Las Vegas Sun

April 19, 2024

At Pence rally in Carson City, mother of service member booed over Khan question

Pence

Lance Iversen / AP

Republican vice presidential candidate Gov. Mike Pence, R-Ind., addresses supporters during a campaign event in Carson City, Monday, Aug. 1, 2016.

Mike Pence — Donald Trump’s vice presidential running mate — quieted a Carson City campaign rally crowd that booed a woman Monday who had asked how he can tolerate what she said was Trump's disrespect of American servicemen.

The woman, who said her son serves in the U.S. Air Force, asked Pence during a town hall at the Carson Nugget about Trump's treatment of Khizr and Ghazala Khan, Muslims whose son, a decorated Army veteran, was killed in Iraq in 2004.

Pence asked the crowd to quiet down, then said about the questioner: "That's what freedom looks like. That's what freedom sounds like."

He continued: "Capt. Kahn is an American hero. We honor him and his family ... we cherish his family."

Pence added that he's never spent time around someone who is "more devoted" to military and veterans than Trump.

Pence also said Monday that the first item of business for the Trump administration would be to install new leadership at the Department of Veterans Affairs.

In the Indiana governor's first campaign stop in Nevada, the crowd of about 400 heard him say that Trump, if elected, would repeal Obamacare and send the money back to the states to decide how to best take care of the public's medical and insurance needs.

The crowd, a good part of them seniors, asked him about Medicare and rising health insurance costs.

He said a Trump administration would “keep the promise to Social Security and Medicare.”

Pence said a revived economy under Trump would provide more revenue for these programs.

At one point when Pence criticized Democratic nominee Hillary Clinton on her foreign policy, the crowd booed and yelled “Lock her up,” referring to the email controversy.

He told those assembled that despite the Democrats and the media, Trump “is still standing tall.”

An effort by media to talk to Pence after his speech was blocked by a Pence media executive. There was no chance to ask him where he stood on Nevada accepting high-level nuclear waste at Yucca Mountain.

Pence spent 12 years in Congress before being elected governor of Indiana.

He made an appearance later in Reno.

The Associated Press contributed to this report.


◆ Your assignment: Leaving the pictures aside, repeat every line below exactly.

Data Start Marker

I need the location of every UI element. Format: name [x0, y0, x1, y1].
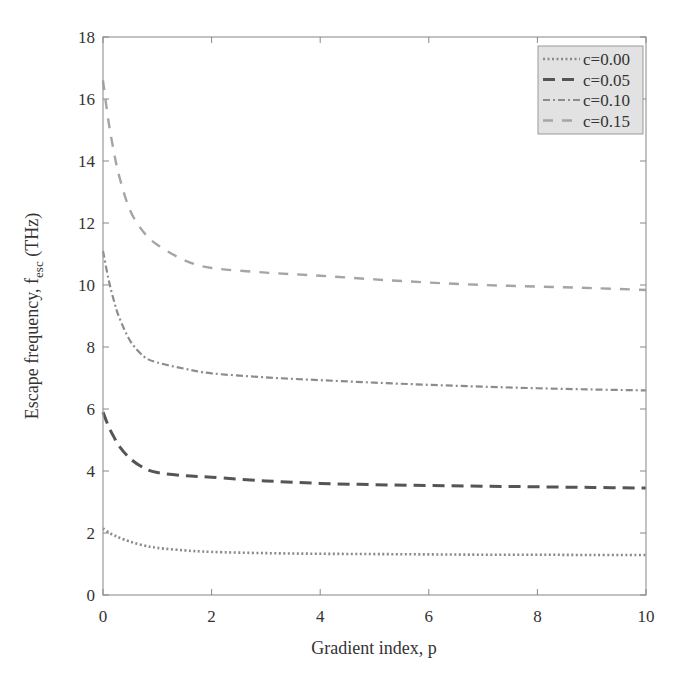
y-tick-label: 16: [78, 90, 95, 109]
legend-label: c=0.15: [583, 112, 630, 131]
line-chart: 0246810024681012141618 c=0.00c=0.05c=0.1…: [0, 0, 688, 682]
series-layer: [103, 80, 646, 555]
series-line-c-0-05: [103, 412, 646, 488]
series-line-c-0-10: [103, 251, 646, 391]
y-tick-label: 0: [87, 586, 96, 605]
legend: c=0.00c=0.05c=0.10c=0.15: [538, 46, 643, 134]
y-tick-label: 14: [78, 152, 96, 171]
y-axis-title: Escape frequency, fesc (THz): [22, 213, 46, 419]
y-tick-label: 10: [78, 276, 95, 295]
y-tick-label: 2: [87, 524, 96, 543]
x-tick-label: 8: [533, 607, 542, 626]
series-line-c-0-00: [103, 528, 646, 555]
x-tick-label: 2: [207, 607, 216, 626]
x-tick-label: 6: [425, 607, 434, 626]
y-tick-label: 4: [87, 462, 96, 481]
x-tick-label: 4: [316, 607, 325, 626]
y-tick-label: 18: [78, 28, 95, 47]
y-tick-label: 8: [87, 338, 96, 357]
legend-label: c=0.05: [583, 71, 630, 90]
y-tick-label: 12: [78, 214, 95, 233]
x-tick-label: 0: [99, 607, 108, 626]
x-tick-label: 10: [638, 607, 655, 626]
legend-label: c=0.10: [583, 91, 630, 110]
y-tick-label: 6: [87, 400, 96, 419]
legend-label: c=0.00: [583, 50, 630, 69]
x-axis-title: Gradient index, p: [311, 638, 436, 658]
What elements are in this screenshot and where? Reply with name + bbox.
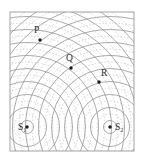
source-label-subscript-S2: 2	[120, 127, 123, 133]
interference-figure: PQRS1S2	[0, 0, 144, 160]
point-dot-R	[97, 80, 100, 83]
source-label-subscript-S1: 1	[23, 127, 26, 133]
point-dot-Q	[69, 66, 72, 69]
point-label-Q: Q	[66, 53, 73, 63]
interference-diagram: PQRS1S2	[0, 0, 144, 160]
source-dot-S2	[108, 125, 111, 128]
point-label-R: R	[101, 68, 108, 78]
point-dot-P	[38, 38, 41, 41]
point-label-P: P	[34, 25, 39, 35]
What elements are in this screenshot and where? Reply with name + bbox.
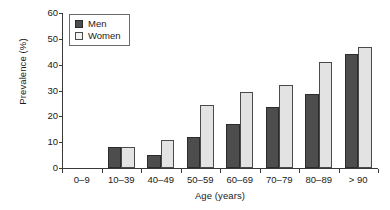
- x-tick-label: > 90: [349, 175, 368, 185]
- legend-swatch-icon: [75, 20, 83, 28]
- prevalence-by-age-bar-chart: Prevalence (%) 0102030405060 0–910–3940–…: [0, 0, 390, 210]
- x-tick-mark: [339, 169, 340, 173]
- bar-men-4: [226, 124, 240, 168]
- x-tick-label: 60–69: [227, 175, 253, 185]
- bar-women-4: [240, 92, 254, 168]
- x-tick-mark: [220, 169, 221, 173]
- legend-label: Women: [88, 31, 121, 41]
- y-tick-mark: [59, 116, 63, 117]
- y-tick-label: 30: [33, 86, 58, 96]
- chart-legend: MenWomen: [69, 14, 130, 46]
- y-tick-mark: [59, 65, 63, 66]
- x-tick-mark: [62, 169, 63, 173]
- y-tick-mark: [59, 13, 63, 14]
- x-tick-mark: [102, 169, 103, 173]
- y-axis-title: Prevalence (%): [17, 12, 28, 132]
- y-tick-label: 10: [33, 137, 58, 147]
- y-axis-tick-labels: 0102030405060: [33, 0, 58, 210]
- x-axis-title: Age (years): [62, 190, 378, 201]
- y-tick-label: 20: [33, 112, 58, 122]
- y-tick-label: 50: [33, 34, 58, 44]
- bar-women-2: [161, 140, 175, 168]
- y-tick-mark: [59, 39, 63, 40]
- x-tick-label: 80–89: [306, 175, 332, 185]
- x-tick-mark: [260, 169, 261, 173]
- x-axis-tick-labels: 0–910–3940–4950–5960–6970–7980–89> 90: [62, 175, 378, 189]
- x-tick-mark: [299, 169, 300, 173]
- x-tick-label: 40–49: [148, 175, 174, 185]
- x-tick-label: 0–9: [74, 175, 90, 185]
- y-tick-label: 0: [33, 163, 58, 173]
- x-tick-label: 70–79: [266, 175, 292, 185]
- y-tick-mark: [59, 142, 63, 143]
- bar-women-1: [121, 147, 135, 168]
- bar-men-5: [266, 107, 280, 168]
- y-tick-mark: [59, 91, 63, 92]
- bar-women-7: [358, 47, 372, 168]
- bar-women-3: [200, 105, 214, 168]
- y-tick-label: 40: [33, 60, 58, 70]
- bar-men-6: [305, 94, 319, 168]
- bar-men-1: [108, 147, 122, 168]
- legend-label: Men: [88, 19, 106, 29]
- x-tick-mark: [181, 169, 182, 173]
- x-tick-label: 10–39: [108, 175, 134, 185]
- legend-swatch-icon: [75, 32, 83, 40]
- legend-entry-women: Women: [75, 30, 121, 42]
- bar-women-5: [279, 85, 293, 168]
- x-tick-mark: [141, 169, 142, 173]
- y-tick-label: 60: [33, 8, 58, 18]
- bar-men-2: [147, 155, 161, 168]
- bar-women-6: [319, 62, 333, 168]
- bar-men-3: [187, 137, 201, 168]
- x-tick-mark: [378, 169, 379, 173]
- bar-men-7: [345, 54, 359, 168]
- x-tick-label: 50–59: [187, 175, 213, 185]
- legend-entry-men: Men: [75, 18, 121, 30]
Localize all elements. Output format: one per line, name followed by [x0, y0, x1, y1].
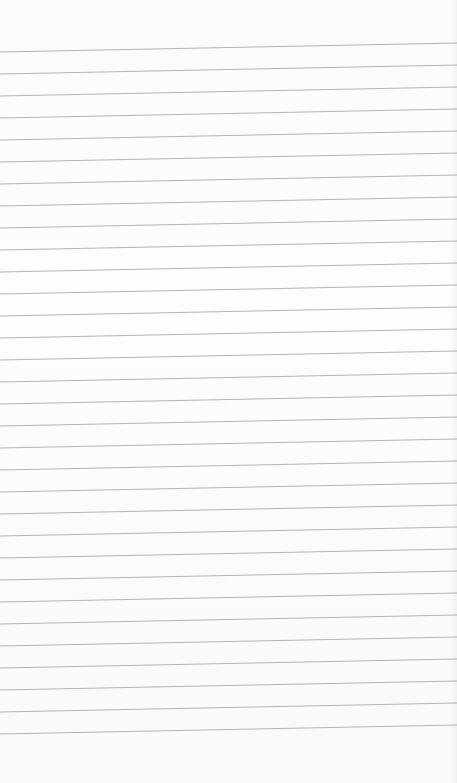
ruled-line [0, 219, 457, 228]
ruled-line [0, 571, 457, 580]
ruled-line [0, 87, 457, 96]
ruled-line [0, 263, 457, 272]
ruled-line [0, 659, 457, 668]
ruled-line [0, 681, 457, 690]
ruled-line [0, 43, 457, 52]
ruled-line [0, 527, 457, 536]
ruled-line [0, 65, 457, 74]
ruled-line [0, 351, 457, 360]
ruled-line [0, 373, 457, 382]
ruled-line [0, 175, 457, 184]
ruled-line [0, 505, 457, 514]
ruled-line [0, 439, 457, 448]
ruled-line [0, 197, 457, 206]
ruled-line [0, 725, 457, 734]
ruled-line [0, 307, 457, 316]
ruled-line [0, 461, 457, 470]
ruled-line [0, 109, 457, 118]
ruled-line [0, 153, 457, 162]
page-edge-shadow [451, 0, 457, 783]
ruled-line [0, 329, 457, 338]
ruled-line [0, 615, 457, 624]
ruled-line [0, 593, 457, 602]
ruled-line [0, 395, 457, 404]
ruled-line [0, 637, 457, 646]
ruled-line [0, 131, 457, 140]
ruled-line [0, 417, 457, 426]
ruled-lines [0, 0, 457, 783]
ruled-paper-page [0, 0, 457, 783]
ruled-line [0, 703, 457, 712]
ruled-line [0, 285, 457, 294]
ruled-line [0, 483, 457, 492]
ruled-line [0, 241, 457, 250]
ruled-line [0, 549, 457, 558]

Data End Marker

◆ Expected answer:
I need the location of every UI element. Format: name [x0, y0, x1, y1].
y-tick-label: 16: [78, 90, 95, 109]
legend-label: c=0.15: [583, 112, 630, 131]
line-chart: 0246810024681012141618 c=0.00c=0.05c=0.1…: [0, 0, 688, 682]
series-layer: [103, 80, 646, 555]
series-line-c-0-05: [103, 412, 646, 488]
series-line-c-0-10: [103, 251, 646, 391]
y-tick-label: 0: [87, 586, 96, 605]
legend: c=0.00c=0.05c=0.10c=0.15: [538, 46, 643, 134]
y-tick-label: 14: [78, 152, 96, 171]
y-axis-title: Escape frequency, fesc (THz): [22, 213, 46, 419]
y-tick-label: 10: [78, 276, 95, 295]
y-tick-label: 2: [87, 524, 96, 543]
x-tick-label: 8: [533, 607, 542, 626]
series-line-c-0-00: [103, 528, 646, 555]
x-tick-label: 2: [207, 607, 216, 626]
x-tick-label: 6: [425, 607, 434, 626]
y-tick-label: 4: [87, 462, 96, 481]
x-tick-label: 4: [316, 607, 325, 626]
y-tick-label: 18: [78, 28, 95, 47]
y-tick-label: 8: [87, 338, 96, 357]
legend-label: c=0.05: [583, 71, 630, 90]
y-tick-label: 12: [78, 214, 95, 233]
x-tick-label: 0: [99, 607, 108, 626]
x-tick-label: 10: [638, 607, 655, 626]
legend-label: c=0.10: [583, 91, 630, 110]
y-tick-label: 6: [87, 400, 96, 419]
legend-label: c=0.00: [583, 50, 630, 69]
x-axis-title: Gradient index, p: [311, 638, 436, 658]
What elements are in this screenshot and where? Reply with name + bbox.
source-label-subscript-S2: 2	[120, 127, 123, 133]
interference-figure: PQRS1S2	[0, 0, 144, 160]
point-dot-R	[97, 80, 100, 83]
source-label-subscript-S1: 1	[23, 127, 26, 133]
point-dot-Q	[69, 66, 72, 69]
point-label-Q: Q	[66, 53, 73, 63]
interference-diagram: PQRS1S2	[0, 0, 144, 160]
source-dot-S2	[108, 125, 111, 128]
point-label-R: R	[101, 68, 108, 78]
point-dot-P	[38, 38, 41, 41]
point-label-P: P	[34, 25, 39, 35]
What elements are in this screenshot and where? Reply with name + bbox.
- x-tick-label: > 90: [349, 175, 368, 185]
- legend-swatch-icon: [75, 20, 83, 28]
- prevalence-by-age-bar-chart: Prevalence (%) 0102030405060 0–910–3940–…: [0, 0, 390, 210]
- x-tick-mark: [339, 169, 340, 173]
- bar-men-4: [226, 124, 240, 168]
- x-tick-label: 60–69: [227, 175, 253, 185]
- bar-women-4: [240, 92, 254, 168]
- x-tick-mark: [220, 169, 221, 173]
- legend-label: Women: [88, 31, 121, 41]
- y-tick-mark: [59, 116, 63, 117]
- y-tick-label: 30: [33, 86, 58, 96]
- chart-legend: MenWomen: [69, 14, 130, 46]
- y-tick-mark: [59, 65, 63, 66]
- x-tick-mark: [62, 169, 63, 173]
- y-tick-mark: [59, 13, 63, 14]
- x-tick-mark: [102, 169, 103, 173]
- y-axis-title: Prevalence (%): [17, 12, 28, 132]
- y-tick-label: 10: [33, 137, 58, 147]
- y-axis-tick-labels: 0102030405060: [33, 0, 58, 210]
- x-axis-title: Age (years): [62, 190, 378, 201]
- y-tick-label: 20: [33, 112, 58, 122]
- y-tick-label: 50: [33, 34, 58, 44]
- bar-women-2: [161, 140, 175, 168]
- y-tick-mark: [59, 39, 63, 40]
- x-tick-label: 80–89: [306, 175, 332, 185]
- x-tick-mark: [260, 169, 261, 173]
- x-axis-tick-labels: 0–910–3940–4950–5960–6970–7980–89> 90: [62, 175, 378, 189]
- x-tick-mark: [299, 169, 300, 173]
- x-tick-label: 40–49: [148, 175, 174, 185]
- x-tick-label: 0–9: [74, 175, 90, 185]
- y-tick-label: 0: [33, 163, 58, 173]
- x-tick-label: 70–79: [266, 175, 292, 185]
- y-tick-mark: [59, 142, 63, 143]
- bar-women-1: [121, 147, 135, 168]
- bar-men-5: [266, 107, 280, 168]
- y-tick-mark: [59, 91, 63, 92]
- bar-women-7: [358, 47, 372, 168]
- bar-women-3: [200, 105, 214, 168]
- y-tick-label: 40: [33, 60, 58, 70]
- bar-men-6: [305, 94, 319, 168]
- bar-men-1: [108, 147, 122, 168]
- legend-label: Men: [88, 19, 106, 29]
- x-tick-mark: [181, 169, 182, 173]
- x-tick-label: 10–39: [108, 175, 134, 185]
- legend-swatch-icon: [75, 32, 83, 40]
- legend-entry-women: Women: [75, 30, 121, 42]
- bar-women-5: [279, 85, 293, 168]
- x-tick-mark: [141, 169, 142, 173]
- y-tick-label: 60: [33, 8, 58, 18]
- bar-men-2: [147, 155, 161, 168]
- bar-women-6: [319, 62, 333, 168]
- bar-men-3: [187, 137, 201, 168]
- x-tick-mark: [378, 169, 379, 173]
- bar-men-7: [345, 54, 359, 168]
- x-tick-label: 50–59: [187, 175, 213, 185]
- legend-entry-men: Men: [75, 18, 121, 30]
Localize all elements. Output format: one per line, name followed by [x0, y0, x1, y1].
ruled-line [0, 219, 457, 228]
ruled-line [0, 571, 457, 580]
ruled-line [0, 87, 457, 96]
ruled-line [0, 263, 457, 272]
ruled-line [0, 659, 457, 668]
ruled-line [0, 681, 457, 690]
ruled-line [0, 43, 457, 52]
ruled-line [0, 527, 457, 536]
ruled-line [0, 65, 457, 74]
ruled-line [0, 351, 457, 360]
ruled-line [0, 373, 457, 382]
ruled-line [0, 175, 457, 184]
ruled-line [0, 505, 457, 514]
ruled-line [0, 439, 457, 448]
ruled-line [0, 197, 457, 206]
ruled-line [0, 725, 457, 734]
ruled-line [0, 307, 457, 316]
ruled-line [0, 461, 457, 470]
ruled-line [0, 109, 457, 118]
ruled-line [0, 153, 457, 162]
page-edge-shadow [451, 0, 457, 783]
ruled-line [0, 329, 457, 338]
ruled-line [0, 615, 457, 624]
ruled-line [0, 593, 457, 602]
ruled-line [0, 395, 457, 404]
ruled-line [0, 637, 457, 646]
ruled-line [0, 131, 457, 140]
ruled-line [0, 417, 457, 426]
ruled-lines [0, 0, 457, 783]
ruled-paper-page [0, 0, 457, 783]
ruled-line [0, 703, 457, 712]
ruled-line [0, 285, 457, 294]
ruled-line [0, 483, 457, 492]
ruled-line [0, 241, 457, 250]
ruled-line [0, 549, 457, 558]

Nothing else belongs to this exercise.